The entire workflow for "AI coding agents" boils down to:
1. You write a prompt
2. The agent wraps it in a system prompt and sends it to the LLM
3. The LLM sends back a response
4. The agent performs specific actions based on that response (editing files, creating new ones, etc.)
I don't see why anyone would ditch their current (non-AI) IDE for Cursor just to get this functionality (especially if you're getting hit with a monthly subscription fee on top of it.)
P.S. I maintain a VS Code extension that does the 4 steps above as a baseline[1]
1) Popularity. While there are plenty of die-on-a-hill users for ____ app, there are just as many people who will step away to try something and find they like it. Lots of devs use VScode, but its only been around for 10 years. Some people still swear by Notepad++
2) Demand from on-high: When the non-tech boss shows up and says "Everyone use this now". I don't know how much this happens, but it does happen. Technical dictates from someone who shouldn't be making the decision, probably for a non-technical reason.
3) I hesitate to bring this one up, but here we go: People don't know any better. There is a new generation of developers coming up who are leaning hard into vibe coding. And just when I was young, there are plenty of seasoned developers crying out about it's validity. The new generation will pick their own tools - in part to distance themselves from the current generation.
As someone who has basically been told by the boss "I'm the one pushing for AI, so we all have to make it a success" I can see 2 being a thing because it lets them point at the desks and say "see, they're all using the tools."
We're a JetBrains shop, so they showed us Cursor and how to set up Claude in a terminal window, and I think most of our team has been using Claude because we don't want to give up the experience we're used to for the non-AI parts of the day.
Cursor has consistently felt faster and easier to use with better inline auto-complete and faster large edits in chat than VSCode ever did. The way suggestions and chat is shown is just a bit easier to read and more elegantly presented.
After trying a lot of them, the need for a real ide is even stronger. Every single tool I've tried creates bugs, unrequired code, mistakes, hallucinations. Currently playing with Junie and Augment, and CoPilot holds up surprisingly well, not sure why people are so eager to ditch it.
I've been very happy with VSCode + Gemini 2.5 (a recentish integration). I will re-evaluate Cursor again but I can't imagine they're going to be able to beat Microsoft to the punch.
Why do people pay for water bottles when it comes out of the sink for free? Why do people use Dropbox when you could just mount a filesystem with curlftpfs? Why do people pay for Docusign or Postman or Duolingo?
There's definitely a negative sentiment around "vibe coding" on HN. I remember a few days ago seeing a story [1] on the home page which immediately got downvoted/flagged.
I think you're right. A price of 183 means that the seller is offering it to potential buyers at 183, not that it has sold at 183. So your calculation is correct.
No. Silicon Valley as a whole. There are no good guy tech companies because if they were they would be out of business. If there are, let me know because I want to work for them.
Disclaimer: I'm one of the maintainers of Kilo.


About this exercise
Those lines of the following listing which contain the string "swatch" should be returned.

Data to examine Block Start

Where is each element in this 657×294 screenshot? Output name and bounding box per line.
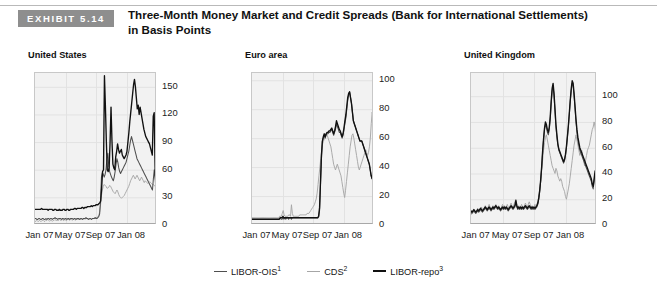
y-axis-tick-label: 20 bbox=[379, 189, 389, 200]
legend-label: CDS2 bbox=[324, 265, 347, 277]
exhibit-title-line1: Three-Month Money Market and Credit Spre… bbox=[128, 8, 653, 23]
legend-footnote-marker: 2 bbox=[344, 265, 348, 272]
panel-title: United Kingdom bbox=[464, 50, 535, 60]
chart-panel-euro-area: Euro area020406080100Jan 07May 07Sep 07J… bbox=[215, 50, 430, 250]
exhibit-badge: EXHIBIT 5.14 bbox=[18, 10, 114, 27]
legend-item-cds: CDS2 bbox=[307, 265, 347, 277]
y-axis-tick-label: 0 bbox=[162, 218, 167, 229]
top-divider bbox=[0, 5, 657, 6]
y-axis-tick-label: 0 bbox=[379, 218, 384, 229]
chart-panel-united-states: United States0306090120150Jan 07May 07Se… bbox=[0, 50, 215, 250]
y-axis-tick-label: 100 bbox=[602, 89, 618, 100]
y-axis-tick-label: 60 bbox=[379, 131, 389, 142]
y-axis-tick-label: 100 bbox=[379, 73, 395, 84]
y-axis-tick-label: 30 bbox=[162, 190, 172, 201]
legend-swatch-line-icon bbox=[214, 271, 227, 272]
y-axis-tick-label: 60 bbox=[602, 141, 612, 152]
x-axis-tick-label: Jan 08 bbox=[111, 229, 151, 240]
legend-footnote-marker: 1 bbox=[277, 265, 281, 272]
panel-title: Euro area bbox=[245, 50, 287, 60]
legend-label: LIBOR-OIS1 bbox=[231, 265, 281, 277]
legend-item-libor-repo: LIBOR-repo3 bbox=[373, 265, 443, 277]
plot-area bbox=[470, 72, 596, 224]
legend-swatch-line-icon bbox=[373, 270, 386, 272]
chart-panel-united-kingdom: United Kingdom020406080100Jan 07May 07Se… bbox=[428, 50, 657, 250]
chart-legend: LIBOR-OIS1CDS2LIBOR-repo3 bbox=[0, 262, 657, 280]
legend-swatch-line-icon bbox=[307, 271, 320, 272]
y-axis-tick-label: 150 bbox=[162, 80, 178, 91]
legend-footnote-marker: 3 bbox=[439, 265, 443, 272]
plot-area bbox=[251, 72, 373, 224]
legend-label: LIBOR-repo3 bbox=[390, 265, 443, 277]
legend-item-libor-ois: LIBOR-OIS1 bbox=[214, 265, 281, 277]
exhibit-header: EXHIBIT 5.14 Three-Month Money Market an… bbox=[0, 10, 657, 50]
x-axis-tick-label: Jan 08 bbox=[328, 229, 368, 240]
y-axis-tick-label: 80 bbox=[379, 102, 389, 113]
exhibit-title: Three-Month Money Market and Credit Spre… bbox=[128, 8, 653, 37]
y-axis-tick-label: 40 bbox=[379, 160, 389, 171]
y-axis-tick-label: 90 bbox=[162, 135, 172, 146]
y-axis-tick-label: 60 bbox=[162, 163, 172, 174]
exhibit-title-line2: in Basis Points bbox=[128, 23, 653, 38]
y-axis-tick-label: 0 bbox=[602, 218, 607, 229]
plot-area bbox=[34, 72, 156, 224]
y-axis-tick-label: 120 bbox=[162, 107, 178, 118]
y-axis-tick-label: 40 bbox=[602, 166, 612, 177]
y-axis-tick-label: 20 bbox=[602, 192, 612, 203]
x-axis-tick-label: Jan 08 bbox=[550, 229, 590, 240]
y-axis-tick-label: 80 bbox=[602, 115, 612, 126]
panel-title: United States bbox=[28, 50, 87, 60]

Data to examine Block End

Response below
legend-swatch-line-icon bbox=[214, 271, 227, 272]
legend-swatch-line-icon bbox=[373, 270, 386, 272]
legend-swatch-line-icon bbox=[307, 271, 320, 272]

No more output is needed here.